This chapter provides information to configure slope QoS policies using the command line interface.
Topics in this chapter include:
Random Early Detection (RED) and Weighted Random Early Detection (WRED) queue management policies are associated with queues and can be created at both access and network ports and in both directions (that is, ingress and egress). The main difference is that with WRED, there can be more than one slope curve managing the fill rate of the same queue. One curve manages the discards on high-priority traffic, and another curve manages the discards on low-priority traffic. For more information, refer to Slope Policies (WRED and RED).
On all adapter cards and platforms except the Gen-3 Ethernet adapter cards and platforms (such as the 6-port Ethernet 10Gbps Adapter card and the 7705 SAR-X with Ethernet ports), random discards (WRED) are buffer-based (that is, buffer-count in the queue is used to calculate the discard threshold). On the Gen-3 Ethernet adapter cards and platforms, random discards are byte-based (that is, payload-count (bytes) in the queue is used to calculate the discard threshold). The 7705 SAR-X with a TDM MDA uses buffer-based WRED.
For information about the tasks and commands necessary to access the command line interface and to configure and maintain the 7705 SAR, refer to the 7705 SAR Basic System Configuration Guide, “CLI Usage”.
This section contains the following topics related to creating and applying slope QoS policies:
A basic slope QoS policy must conform to the following rules.
Configuring and applying QoS policies is optional. If no QoS policy is explicitly defined, a default QoS policy is applied.
To create a new slope policy, you must define the following:
Use the following CLI syntax to configure a slope policy:
The following output shows the configuration for SlopePolicy1:
Slope policies are applied to network and access egress and ingress queues.
Use the following CLI syntax:
The default slope policies are identified as default. The default policies cannot be edited or deleted. Table 50 displays the default slope policy parameters.
Field | Default |
description | “Default slope policy” |
high-slope | |
shutdown | shutdown |
start-avg | 70 |
max-avg | 90 |
max-prob | 80 |
low-slope | |
shutdown | shutdown |
start-avg | 50 |
max-avg | 75 |
max-prob | 80 |
The following output displays the default configuration:
This section describes the following service management tasks:
A QoS policy cannot be deleted until it is removed from a network or access egress/ingress queue. Use the following CLI syntax:
Use the following CLI syntax to delete a slope policy:
You can copy an existing slope policy, rename it with a new policy ID value, or overwrite an existing policy ID. The overwrite option must be specified or an error occurs if the destination policy ID exists.
Use the following syntax to overwrite an existing QoS slope policy.
The following output displays the copied policies:
You can change existing policies and entries in the CLI. The changes are applied immediately to all queues where this policy is applied. To prevent configuration errors, copy the policy to a work area, make the edits, and then write over the original policy.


# What you need to do
Without omitting anything, retype the data that follows.

Figure record extracts
____

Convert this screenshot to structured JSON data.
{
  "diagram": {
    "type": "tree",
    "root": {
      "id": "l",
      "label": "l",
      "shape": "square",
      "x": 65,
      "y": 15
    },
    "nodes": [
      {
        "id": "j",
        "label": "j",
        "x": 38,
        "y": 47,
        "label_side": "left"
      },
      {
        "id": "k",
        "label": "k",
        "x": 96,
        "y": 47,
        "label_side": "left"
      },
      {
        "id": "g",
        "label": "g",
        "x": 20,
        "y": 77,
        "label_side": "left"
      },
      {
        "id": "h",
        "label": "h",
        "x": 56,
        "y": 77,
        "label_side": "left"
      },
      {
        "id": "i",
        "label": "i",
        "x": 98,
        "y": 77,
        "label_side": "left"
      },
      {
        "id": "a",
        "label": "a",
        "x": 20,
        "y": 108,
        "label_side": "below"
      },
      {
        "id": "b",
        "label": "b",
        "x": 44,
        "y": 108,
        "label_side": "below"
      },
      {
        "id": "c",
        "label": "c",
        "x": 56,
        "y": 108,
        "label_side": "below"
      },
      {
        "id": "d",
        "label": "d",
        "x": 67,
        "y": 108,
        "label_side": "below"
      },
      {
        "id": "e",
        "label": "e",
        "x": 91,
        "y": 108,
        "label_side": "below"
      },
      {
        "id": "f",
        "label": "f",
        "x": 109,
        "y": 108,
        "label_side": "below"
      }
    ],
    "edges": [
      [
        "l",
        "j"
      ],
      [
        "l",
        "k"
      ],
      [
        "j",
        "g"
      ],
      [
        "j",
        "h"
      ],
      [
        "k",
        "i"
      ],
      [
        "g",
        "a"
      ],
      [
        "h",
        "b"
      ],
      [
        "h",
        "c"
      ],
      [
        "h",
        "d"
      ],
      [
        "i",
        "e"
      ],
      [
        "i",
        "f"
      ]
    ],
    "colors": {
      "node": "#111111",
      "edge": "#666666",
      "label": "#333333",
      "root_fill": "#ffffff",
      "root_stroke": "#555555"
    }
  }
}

____

# Solution to this problem
Convert this screenshot to structured JSON data.
{
  "diagram": {
    "type": "tree",
    "root": {
      "id": "l",
      "label": "l",
      "shape": "square",
      "x": 65,
      "y": 15
    },
    "nodes": [
      {
        "id": "j",
        "label": "j",
        "x": 38,
        "y": 47,
        "label_side": "left"
      },
      {
        "id": "k",
        "label": "k",
        "x": 96,
        "y": 47,
        "label_side": "left"
      },
      {
        "id": "g",
        "label": "g",
        "x": 20,
        "y": 77,
        "label_side": "left"
      },
      {
        "id": "h",
        "label": "h",
        "x": 56,
        "y": 77,
        "label_side": "left"
      },
      {
        "id": "i",
        "label": "i",
        "x": 98,
        "y": 77,
        "label_side": "left"
      },
      {
        "id": "a",
        "label": "a",
        "x": 20,
        "y": 108,
        "label_side": "below"
      },
      {
        "id": "b",
        "label": "b",
        "x": 44,
        "y": 108,
        "label_side": "below"
      },
      {
        "id": "c",
        "label": "c",
        "x": 56,
        "y": 108,
        "label_side": "below"
      },
      {
        "id": "d",
        "label": "d",
        "x": 67,
        "y": 108,
        "label_side": "below"
      },
      {
        "id": "e",
        "label": "e",
        "x": 91,
        "y": 108,
        "label_side": "below"
      },
      {
        "id": "f",
        "label": "f",
        "x": 109,
        "y": 108,
        "label_side": "below"
      }
    ],
    "edges": [
      [
        "l",
        "j"
      ],
      [
        "l",
        "k"
      ],
      [
        "j",
        "g"
      ],
      [
        "j",
        "h"
      ],
      [
        "k",
        "i"
      ],
      [
        "g",
        "a"
      ],
      [
        "h",
        "b"
      ],
      [
        "h",
        "c"
      ],
      [
        "h",
        "d"
      ],
      [
        "i",
        "e"
      ],
      [
        "i",
        "f"
      ]
    ],
    "colors": {
      "node": "#111111",
      "edge": "#666666",
      "label": "#333333",
      "root_fill": "#ffffff",
      "root_stroke": "#555555"
    }
  }
}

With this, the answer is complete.